Cleavage is "a capacity present in some rocks to break in certain directions more easily than in others," while fissility is a "structure in some rocks, by virtue of which they are already separated into parallel laminae in a state of nature. The term fissility thus complements cleavage, and the two are included under cleavage as ordinarily defined." (Van Hise).

Many unmodified igneous rocks have a marked cleavage, which is occasioned by the arrangement of the constituent mineral grains with their long axes parallel, or by a parallelism in the cleavage-planes of these minerals, or by both factors combined. In cleaved sedimentary rocks the cleavage-planes may coincide with the planes of stratification. Much more commonly, however, they intersect the latter at all possible angles, keeping a constant direction for long distances (parallel to the axes of the folds in which they occur), while the bedding-planes change with the dip from point to point. Ordinary roofing slate is one of the best possible examples of a cleaved rock and in beds of slate interstratified with other rocks, the cleavage is usually quite perfect in the former, absent or but partially developed in the latter.

It is very generally agreed among geologists that slaty cleavage is a result of compression; for, disregarding certain igneous masses it occurs only in rocks which show other evidences of having been subjected to compression. On the other hand, the mechanics of the problem are somewhat obscure and have given rise to differences of opinion. The most probable view seems to be that the cleavage-planes are developed at right angles to the compressing force, and are due to the arrangement of the constituent mineral particles of the rock with their longest diameters, their cleavage-planes, or both, in parallel directions. Further, that " this arrangement is caused, first and most important, by parallel development of new minerals ; second, by the flattening and parallel rotation of old and new mineral particles; and third, and of least importance, by the rotation into approximately parallel positions of random original particles." (Van Hise.) Fissility is also due to compression, the rocks giving way along the shearing-planes, which are inclined to the direction of the pressure.

Slaty cleavage is brought about in the softer rocks and fissility in the more rigid by similar compression.

A more advanced degree of metamorphism is characterized by the schistosity or foliation of the rocks, as is also true of contact metamorphism when such a rock as mica schist is formed. Schistosity or foliation is the arrangement of the component mineral particles of a rock into rudely parallel planes or undulating surfaces, in consequence of which the rock parts most readily along those planes or surfaces, and has a banded appearance. In the schistosity which is developed in the contact metamorphism of a sediment, the foliation appears to be determined by the stratification planes, but in regionally metamorphosed rocks this is generally not the case. Here the foliation, like cleavage and fissility, with which the former is connected by all grades of transition, as a rule, is independent of previous structures, and is determined by the direction of the compressing force. The intergradations between cleavage and fissility, on the one hand, and schistosity on the other, make it appear that all those structures are due to the same agency operating with different degrees of power under somewhat different circumstances.

The shearing and crushing of the rocks frequently change the component minerals into paramorphic forms, i.e. those which have the same chemical composition, but different crystal forms; for example, aragonite is thus converted into calcite and augite into hornblende. In the more complete stages of metamorphism an entire chemical reorganization is made, and new minerals are abundantly generated. Inasmuch as great areas of metamorphic rocks are almost invariably those which have been intensely and violently compressed, and moderately folded sedimentary rocks may sometimes be traced directly into intensely plicated metamorphic rocks, we are justified in concluding that the compression is the cause of the reconstruction, especially as the exceptions are more apparent than real. If this conclusion is well founded, it leads to the highly interesting and important generalization first clearly stated by President Van Hise, that the structures impressed on the stratified rocks after their first formation, folds, faults, thrusts, joints, cleavage, fissility, and foliation are all due to. lateral compression, acting with different degrees of intensity and at different depths, depth and overlying load being controlling factors of the first importance.

There is some difference of opinion as to the relative importance of contact and dynamic metamorphism, though it is not disputed that large areas may be metamorphosed by frequent and extensive igneous intrusions, nor that such intrusions may aid very materially in the transformations made by intense compression.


* **ACTIVITY**:
Using the listing below, select the lines with the word "increasing" and copy them.
*****
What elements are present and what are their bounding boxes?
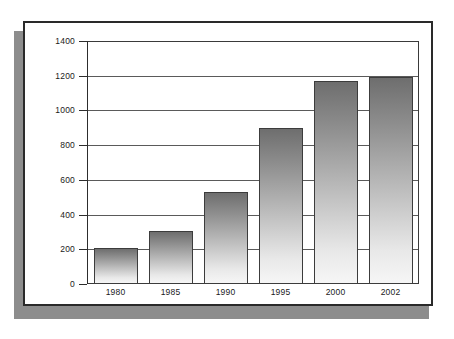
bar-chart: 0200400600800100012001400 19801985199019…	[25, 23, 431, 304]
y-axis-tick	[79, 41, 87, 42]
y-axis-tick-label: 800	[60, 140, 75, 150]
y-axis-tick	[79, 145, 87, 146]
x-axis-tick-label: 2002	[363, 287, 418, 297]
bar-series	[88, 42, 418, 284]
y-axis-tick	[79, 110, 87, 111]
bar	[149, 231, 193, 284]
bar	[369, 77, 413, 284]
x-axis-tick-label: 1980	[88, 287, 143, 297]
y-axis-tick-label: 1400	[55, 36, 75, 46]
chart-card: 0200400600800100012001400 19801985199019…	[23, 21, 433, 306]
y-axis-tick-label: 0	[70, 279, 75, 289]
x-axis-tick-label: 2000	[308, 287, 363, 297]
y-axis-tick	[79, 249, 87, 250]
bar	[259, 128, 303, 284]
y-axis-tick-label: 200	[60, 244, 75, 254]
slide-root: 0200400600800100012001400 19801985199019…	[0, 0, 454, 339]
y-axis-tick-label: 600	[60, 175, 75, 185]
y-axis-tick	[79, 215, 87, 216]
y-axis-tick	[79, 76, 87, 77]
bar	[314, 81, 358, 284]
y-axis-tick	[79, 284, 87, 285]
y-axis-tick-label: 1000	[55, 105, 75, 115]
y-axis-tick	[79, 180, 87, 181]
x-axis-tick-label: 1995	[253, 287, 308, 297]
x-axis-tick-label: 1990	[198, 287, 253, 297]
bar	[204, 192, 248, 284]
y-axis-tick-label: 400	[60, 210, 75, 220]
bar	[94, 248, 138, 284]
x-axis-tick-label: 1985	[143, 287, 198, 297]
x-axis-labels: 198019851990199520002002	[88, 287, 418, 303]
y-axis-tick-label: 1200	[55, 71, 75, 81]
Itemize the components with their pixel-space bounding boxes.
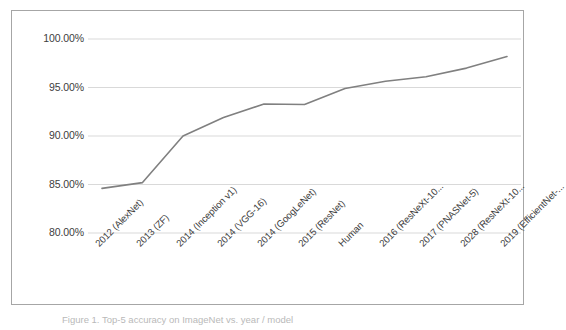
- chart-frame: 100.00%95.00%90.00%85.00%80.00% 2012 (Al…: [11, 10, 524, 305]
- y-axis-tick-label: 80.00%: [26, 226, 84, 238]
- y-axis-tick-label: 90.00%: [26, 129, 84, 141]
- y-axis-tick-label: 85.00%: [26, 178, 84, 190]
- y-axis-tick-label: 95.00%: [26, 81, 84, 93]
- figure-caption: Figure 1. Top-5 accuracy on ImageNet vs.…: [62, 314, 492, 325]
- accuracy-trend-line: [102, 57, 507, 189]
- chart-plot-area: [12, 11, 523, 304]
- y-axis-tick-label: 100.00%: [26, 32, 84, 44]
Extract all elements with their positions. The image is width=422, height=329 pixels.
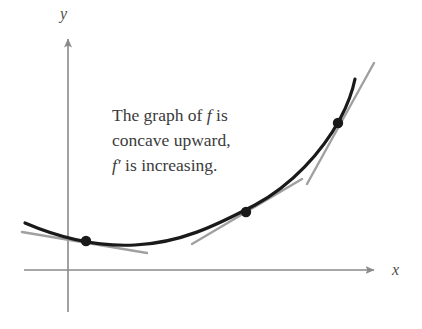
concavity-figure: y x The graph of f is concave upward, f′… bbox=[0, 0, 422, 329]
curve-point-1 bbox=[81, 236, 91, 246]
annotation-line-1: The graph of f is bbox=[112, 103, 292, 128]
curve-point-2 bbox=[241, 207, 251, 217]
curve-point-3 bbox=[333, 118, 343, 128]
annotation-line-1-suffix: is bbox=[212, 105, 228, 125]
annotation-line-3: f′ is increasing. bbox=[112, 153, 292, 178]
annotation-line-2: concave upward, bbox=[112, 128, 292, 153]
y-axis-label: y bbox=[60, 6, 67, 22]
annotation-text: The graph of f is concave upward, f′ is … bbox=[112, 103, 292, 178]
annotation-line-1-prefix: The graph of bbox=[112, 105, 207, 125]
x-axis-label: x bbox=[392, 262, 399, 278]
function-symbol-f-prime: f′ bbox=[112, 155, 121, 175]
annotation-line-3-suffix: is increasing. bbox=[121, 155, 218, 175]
*****
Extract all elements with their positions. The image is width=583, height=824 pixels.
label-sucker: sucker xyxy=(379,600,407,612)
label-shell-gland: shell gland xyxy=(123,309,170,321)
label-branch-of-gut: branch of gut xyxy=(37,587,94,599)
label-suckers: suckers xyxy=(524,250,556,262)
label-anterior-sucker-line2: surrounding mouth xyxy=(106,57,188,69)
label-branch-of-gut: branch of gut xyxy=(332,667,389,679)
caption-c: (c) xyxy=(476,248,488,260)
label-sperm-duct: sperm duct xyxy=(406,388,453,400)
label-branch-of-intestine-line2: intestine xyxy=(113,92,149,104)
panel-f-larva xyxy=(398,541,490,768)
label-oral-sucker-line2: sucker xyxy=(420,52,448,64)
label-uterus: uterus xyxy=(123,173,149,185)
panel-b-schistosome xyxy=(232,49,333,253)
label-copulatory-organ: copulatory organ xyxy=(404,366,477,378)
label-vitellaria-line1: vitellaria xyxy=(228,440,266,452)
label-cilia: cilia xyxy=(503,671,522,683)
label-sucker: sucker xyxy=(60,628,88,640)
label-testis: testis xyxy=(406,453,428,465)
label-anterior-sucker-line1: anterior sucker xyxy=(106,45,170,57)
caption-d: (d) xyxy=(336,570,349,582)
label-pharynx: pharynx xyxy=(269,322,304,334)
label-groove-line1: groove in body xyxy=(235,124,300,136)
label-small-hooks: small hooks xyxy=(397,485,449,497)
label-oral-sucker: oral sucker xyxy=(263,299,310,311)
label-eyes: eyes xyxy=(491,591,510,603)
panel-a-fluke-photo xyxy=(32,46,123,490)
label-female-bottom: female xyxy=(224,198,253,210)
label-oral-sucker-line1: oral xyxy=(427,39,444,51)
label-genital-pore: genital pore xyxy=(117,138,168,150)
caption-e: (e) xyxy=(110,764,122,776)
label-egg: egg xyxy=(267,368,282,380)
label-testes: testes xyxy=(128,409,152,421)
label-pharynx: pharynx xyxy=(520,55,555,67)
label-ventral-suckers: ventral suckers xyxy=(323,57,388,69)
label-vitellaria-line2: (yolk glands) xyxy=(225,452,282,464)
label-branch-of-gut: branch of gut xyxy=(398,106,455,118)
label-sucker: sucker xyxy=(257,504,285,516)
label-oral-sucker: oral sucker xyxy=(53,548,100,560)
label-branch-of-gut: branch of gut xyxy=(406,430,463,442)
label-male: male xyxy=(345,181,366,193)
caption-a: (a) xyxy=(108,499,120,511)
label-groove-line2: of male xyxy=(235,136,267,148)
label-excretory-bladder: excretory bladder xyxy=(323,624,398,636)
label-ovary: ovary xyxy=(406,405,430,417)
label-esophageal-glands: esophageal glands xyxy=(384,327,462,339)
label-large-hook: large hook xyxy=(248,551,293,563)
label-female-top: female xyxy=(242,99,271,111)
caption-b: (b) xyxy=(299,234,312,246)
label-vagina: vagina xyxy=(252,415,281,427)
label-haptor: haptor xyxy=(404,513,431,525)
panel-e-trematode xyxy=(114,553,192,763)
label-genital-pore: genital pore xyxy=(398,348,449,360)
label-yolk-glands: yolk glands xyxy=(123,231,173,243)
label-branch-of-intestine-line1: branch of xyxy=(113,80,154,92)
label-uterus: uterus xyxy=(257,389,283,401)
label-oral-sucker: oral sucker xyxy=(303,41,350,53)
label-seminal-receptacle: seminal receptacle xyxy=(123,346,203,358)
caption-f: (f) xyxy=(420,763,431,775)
*****
* **OUTPUT OF THE TASK**:
annotation-line-3: f′ is increasing. bbox=[112, 153, 292, 178]
annotation-line-3-suffix: is increasing. bbox=[121, 155, 218, 175]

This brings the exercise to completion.